Assessing the effect of Jim Crow laws on African Americans, Henry Louis Gates, Jr., the Alphonse Fletcher University professor and director of the Hutchins Center for African & African American Research at Harvard University, states that “black men and women attempted to fight back in various ways, including nurturing their own segregated social and cultural institutions, especially churches, schools, colleges, self-help organizations. And black intellectuals, creative artists, and political activists increasingly grappled in their responses to the so-called Negro Problem.”

O’Brien’s balanced research on Black self-help to achieve some measure of recreational access in the face of Jim Crow is one of the crowning successes of his book. There are many other well researched elements in the book relating to the history of the “Negro Problem,” park planning and politics, post-World War II separate but equal policies, and court battles primarily brought by the NAACP to dismantle park segregation. Together, these research areas build a much-needed historical record of Jim Crow and the exclusion of African Americans in southern state parks.
While Landscapes of Exclusion is comprehensive, O’Brien’s academic prose and roaming timeline structure often makes reading the book a slow process. This is not inherently bad, and readers should do the work necessary to read and learn from O’Brien’s historical survey. Anyone exploring landscape, planning, and public space history will find the book interesting. O’Brien has crafted an intensively researched history of the political, social, racial, and environmental implications of Jim Crow practices and the unfair distribution of parks in the southern United States. His work can withstand present day attempts to deny history and turn facts into divisive political weapons.

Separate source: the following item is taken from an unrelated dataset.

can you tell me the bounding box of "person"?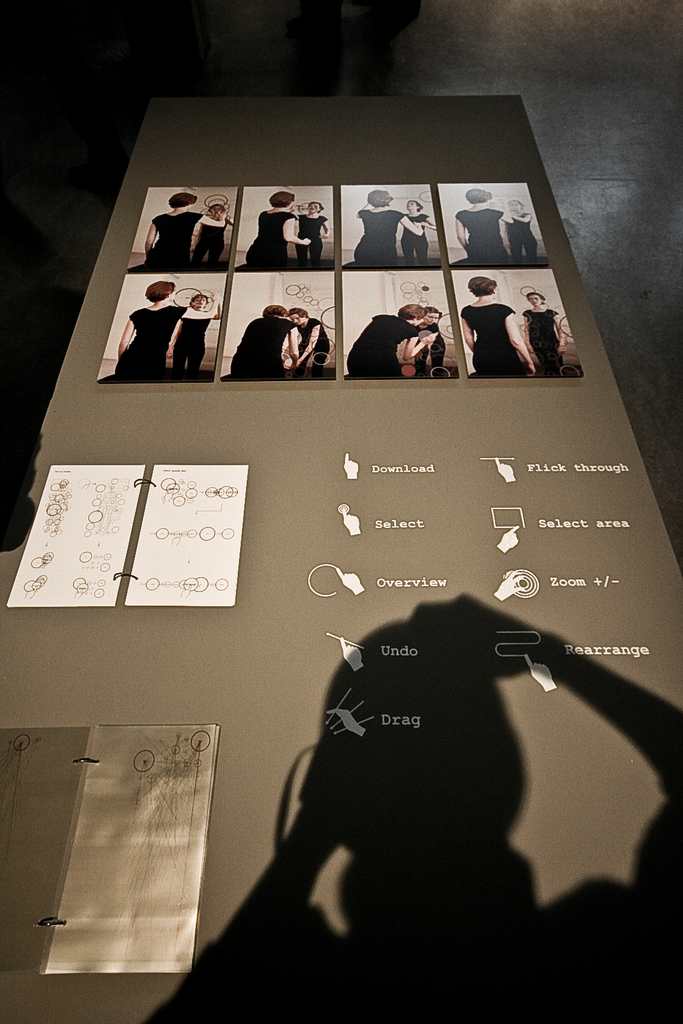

Glenn LaRue Smith, FASLA, is cofounder and principal of PUSH studio in Washington, D.C., and founder and former president of the Black Landscape Architects Network (BlackLAN). His landscape architecture projects include garden designs, urban waterfronts, community redevelopment, playgrounds and memorial monument design. He has directed graduate landscape architecture programs at two Historically Black Colleges and Universities (HBCUs) — Florida A&M University and Morgan State University.